Findings: The findings from the study indicated that think-pair-share, peer collaboration time, identifying cognates through read alouds, vocabulary in context, listing cognates, and modeling language in a safe space have been found to be the most effective cross-linguistic connection instructional strategies for fostering language and literacy development in EBLs. In addition, it was determined that TWBI 90/10 teachers recommend thematic teaching and having visual references around the learning environment to strengthen cross-linguistic connections that support EBLs in achieving language proficiency and literacy in two languages. The semistructured interviews yielded 13 identified themes, six key findings, and two unexpected findings.

Conclusions: It is concluded that opportunities for student interaction strengthen cross-linguistic connections, a conscious effort to use semantic and syntactic cues to identify cognates builds vocabulary, a supportive environment fosters language development, ongoing training is needed for bilingual teachers, and creating a strong bilingual teacher pipeline will be required.

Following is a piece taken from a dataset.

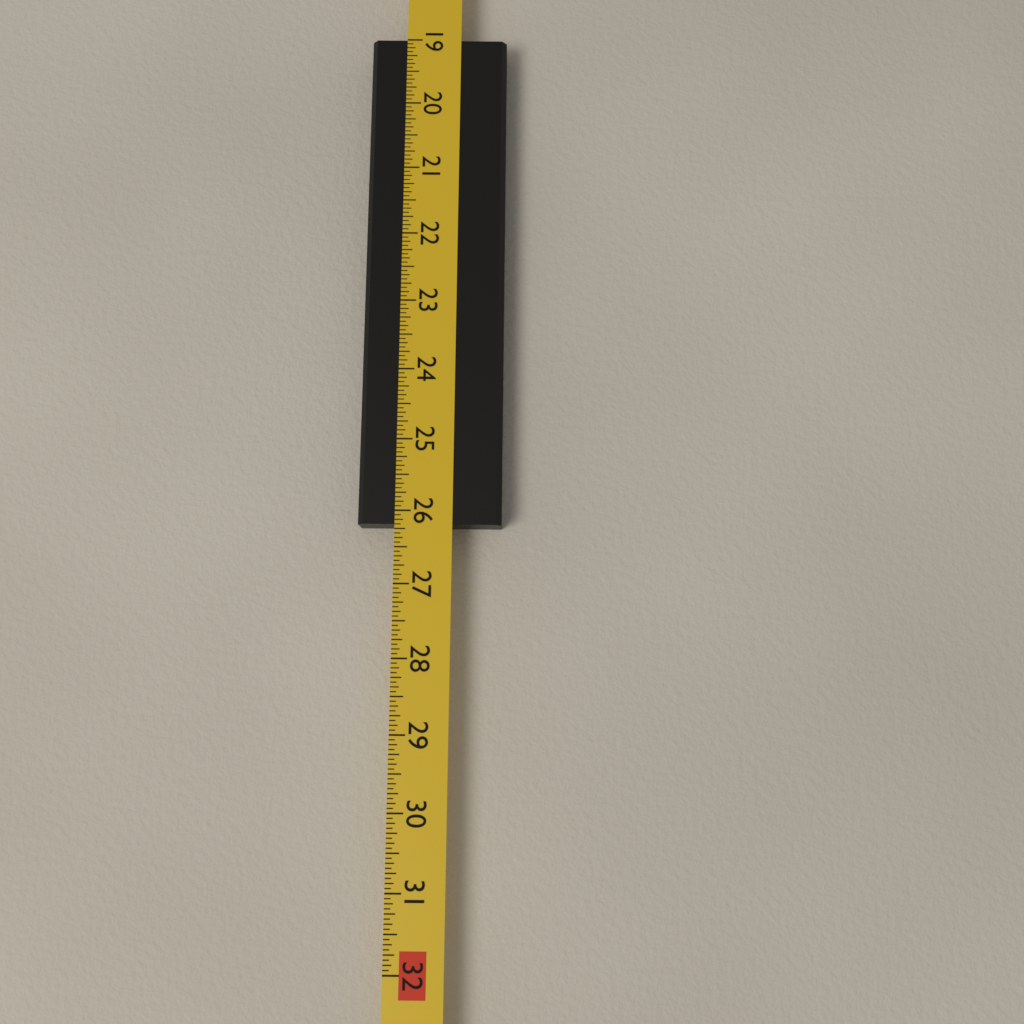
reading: 26.1875 in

Recommendations: I recommend that teachers use a variety of collaborative strategies, teachers use a variety of cognate awareness strategies, schools must foster a supportive environment for students to use their linguistic repertoire, staff must model effective cross-linguistic strategies, schools need to provide parent presentations, partnerships between school districts and higher educational organizations must be created, professional development must be required, universities must advocate for research, bilingual organizations must advocate for research, and publishers and authors must highlight cross-linguistic connections in their text.